I want to scream...

There is little that hurts me as much as seeing the pervasive myth of beauty hurting people I love.
In my reality, the question I ask is not "Are you beautiful?" but rather "In what way are you beautiful?" It is NOT new-agey we-love-the-world crap to say that there is beauty in everyone... I can SEE it... and I can FEEL it...
I think it's a fantasy to think that anyone can be ugly... and I think that it is a delusion to believe that there is ANY standard of beauty that can be universally applied to all people. There cannot be absolute measurements of beauty in a world where attractiveness and beauty are determined by individual interactions, and those interactions vary as much as they do in our world.

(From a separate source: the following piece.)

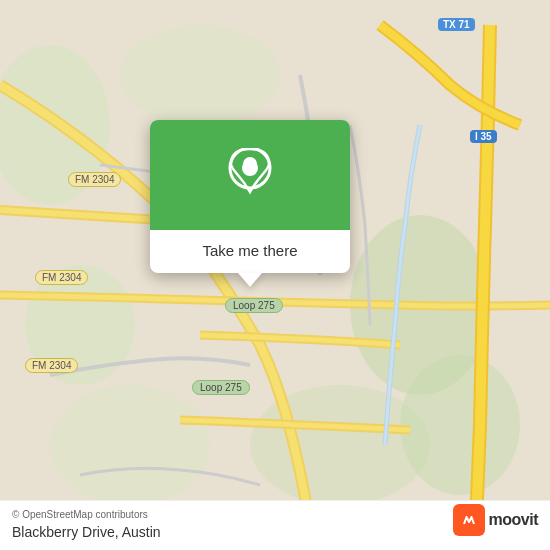 The image size is (550, 550). I want to click on popup-button: Take me there, so click(250, 252).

It is an axiom of my beliefs that no matter who you are, what you believe, what you look like, etc. there will always be those that think you are the ugliest person on the planet, and others that see you as the most beautiful creature they have ever laid eyes upon. And it's not just about "inner beauty" alone, but about physical appearance, too.
When people look at you, they see a reflection of how you see yourself. Change how you see yourself, and you'll change what others see as well.
Oh, and you REALLY need to read
this as an analysis of why our culture views beauty the way it does. Each person and thing has beauty because life is a diversity of qualities, not a one dimensional ranking of qualities...
A truly radical resolution would be to embrace existence just as it is, as the only thing that matters, to proclaim that this world itself is heaven, made for our total enjoyment and fulfillment. . . and then, to ask: If that’s the case, how do we act accordingly? What have we been doing wrong all this time?
In doing so, we would finally have to accept and embrace ourselves exactly as we are, in all our diversity and variety, and free ourselves from the shadow of the false heaven of Plato and the advertising agents, where “real” beauty supposedly resides. Liberated entirely from standards, from the lingering ghost of Christian judgment and condemnation, we could see that what we are must itself constitute the measure and meaning of beauty, of dignity and magnificence, if such concepts are to exist at all.